Beyond the Gap: Structural Omission vs. Deliberate Omission in Art and Writing
by Deborah Scott
In both visual art and literature, omission has long been used as a tool—what’s withheld can speak as loudly as what’s revealed. But not all omissions mean the same thing. There’s a critical distinction between what I call structural omission and the more widely understood concept of deliberate omission.
This is not a semantic nuance. It’s a foundational difference—one that shapes how a work is conceived, understood, and ultimately remembered.
If you’re unfamiliar with the framework I’ve introduced, I define it briefly in What I Mean by Structural Omission and explore its implications for realism in Structural Omission in Realism.
Deliberate Omission: Withholding to Shape Meaning
In literature, deliberate omission is a technique, most famously championed by Hemingway’s “Iceberg Theory,” where meaning is felt more than stated. In his theory, Hemingway suggested that the most important elements of a story are often hidden beneath the surface, much like an iceberg. The visible surface is controlled. What’s absent is calculated. The reader is invited to project into the blank.
In visual art, the same logic is evident in modernist restraint, abstraction, or conceptual minimalism. An artist chooses to leave something out for symbolic reasons, emotional restraint, or aesthetic focus. It is a creative subtraction.
But deliberate omission presumes a whole. The artist or writer knows the full story, and withholds a piece of it for effect.
Structural Omission: The Absence That Can’t Be Recovered
Structural omission is not aesthetic restraint. It’s an acknowledgment that there never was a complete story to begin with. The absence isn’t a choice made after knowing the whole; it’s a starting point shaped by the limits of perception, narrative, and representation.
My work begins in that fracture. I don’t build a full image and then obscure it. I don’t remove pieces for effect. I start with what can be known and accept that much will remain inaccessible.
In realism, this isn’t neutral. Traditional figurative painting often aims for completion. A likeness. A narrative. A rendered reality. Structural omission says: you can’t get all the way there, and trying to is an illusion – innocently dishonest.
Why the Distinction Matters
This isn’t just theoretical. It’s practical.
Structural omission doesn’t seduce. It doesn’t pretend the image could ever hold everything. It doesn’t leave space for imagination as a tease, it names the edges of what’s possible.
Deliberate omission withholds.
Structural omission accepts.
If you want to understand what underpins my visual and written practice, this is the gap that defines the work, and why I don’t try to close it. The full story doesn’t exist.
Discover the psychology and communications model that shaped my theory of Structural Omission—The Known and the Unknowable: How Johari’s Window Shaped Structural Omission.
Deborah Scott is a contemporary painter and originator of Structural Omission, a framework for representation that exposes the incompleteness of perception and denies the illusion of narrative closure. Her work—exhibited in museums across the U.S. and Europe—engages painting, language, and the limits of observation to explore what can be seen and what remains beyond reach. She has been profiled by art historian John Seed.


#### [What you are asked to do]
Beginning at the line that contains "Image resolution: width=1517", repeat each line exactly through the last one of the records below, and leave out the pictures.

#### [Source material]
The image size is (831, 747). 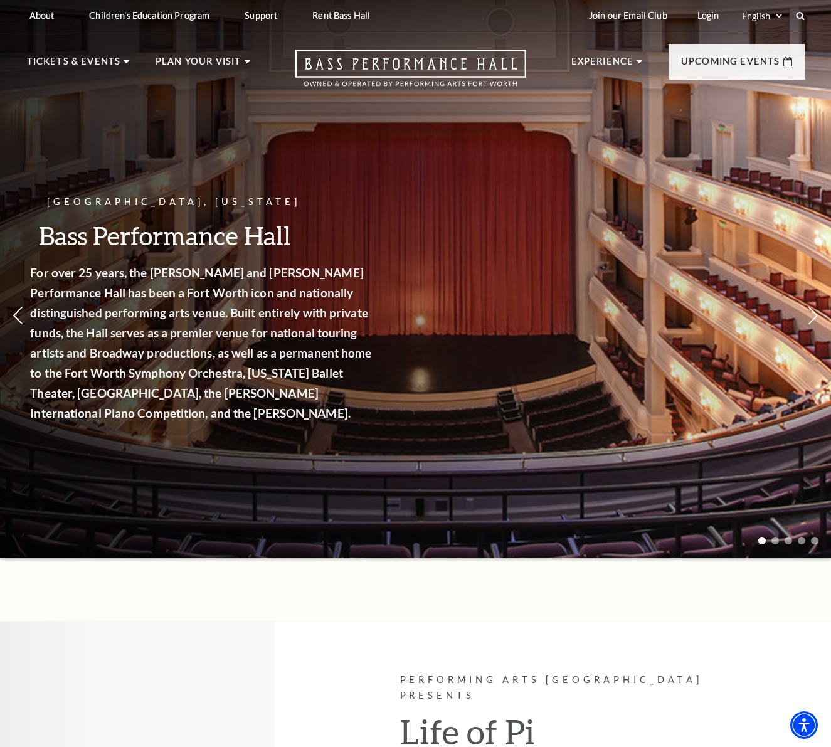 What do you see at coordinates (74, 65) in the screenshot?
I see `p: Tickets & Events` at bounding box center [74, 65].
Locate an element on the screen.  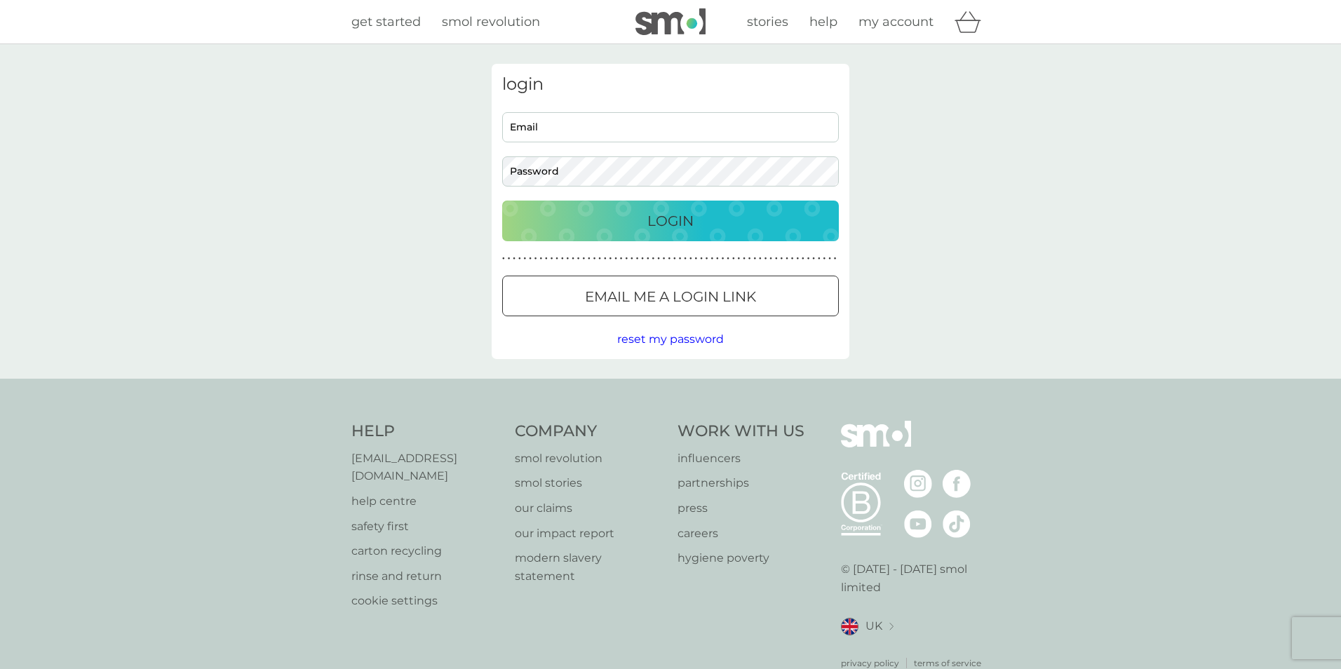
img: select a new location is located at coordinates (891, 626).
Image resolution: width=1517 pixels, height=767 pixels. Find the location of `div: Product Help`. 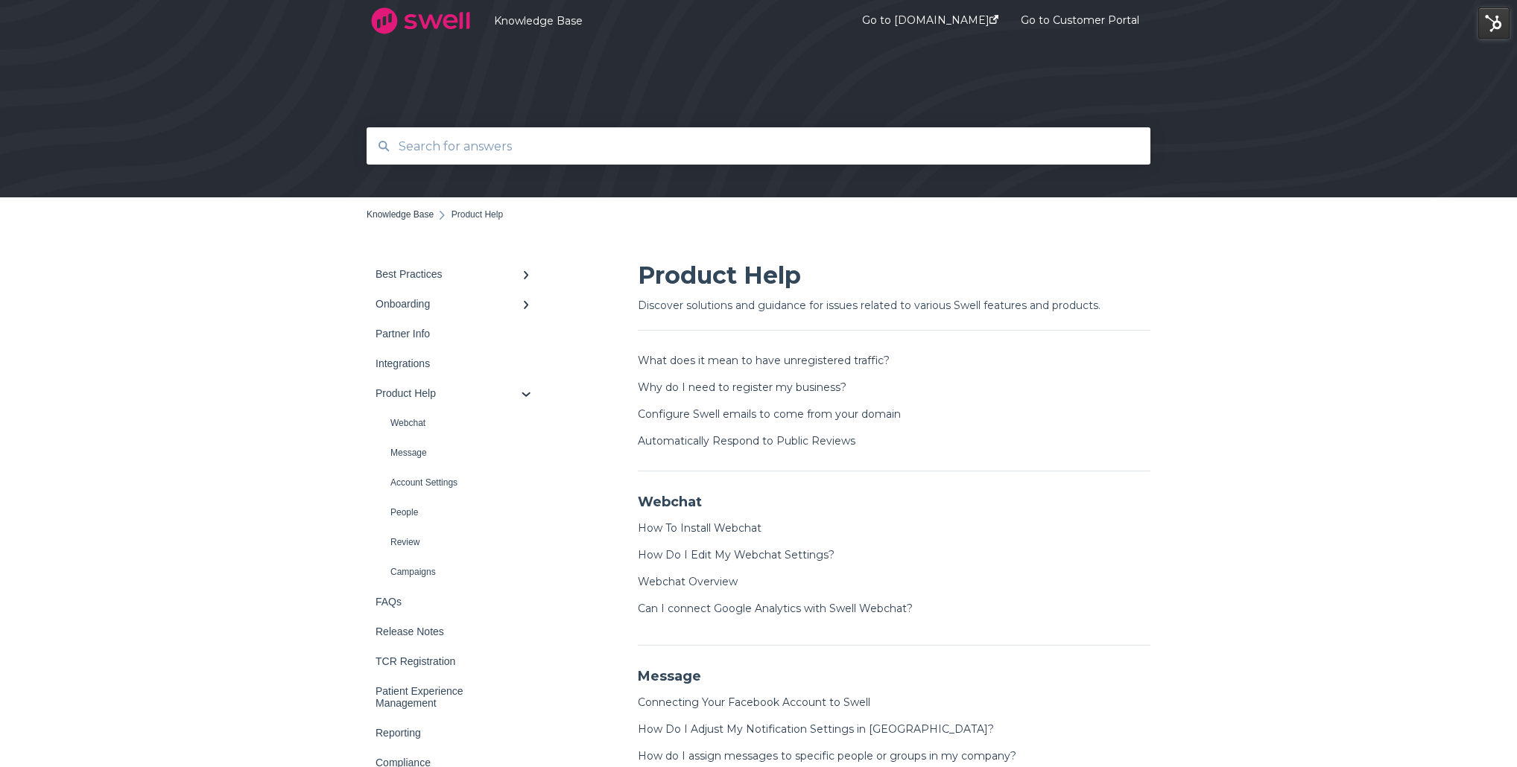

div: Product Help is located at coordinates (448, 393).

#### [Response to this exercise]
Image resolution: width=1517 pixels, height=767 pixels. Find the location of `div: Product Help`. 

div: Product Help is located at coordinates (448, 393).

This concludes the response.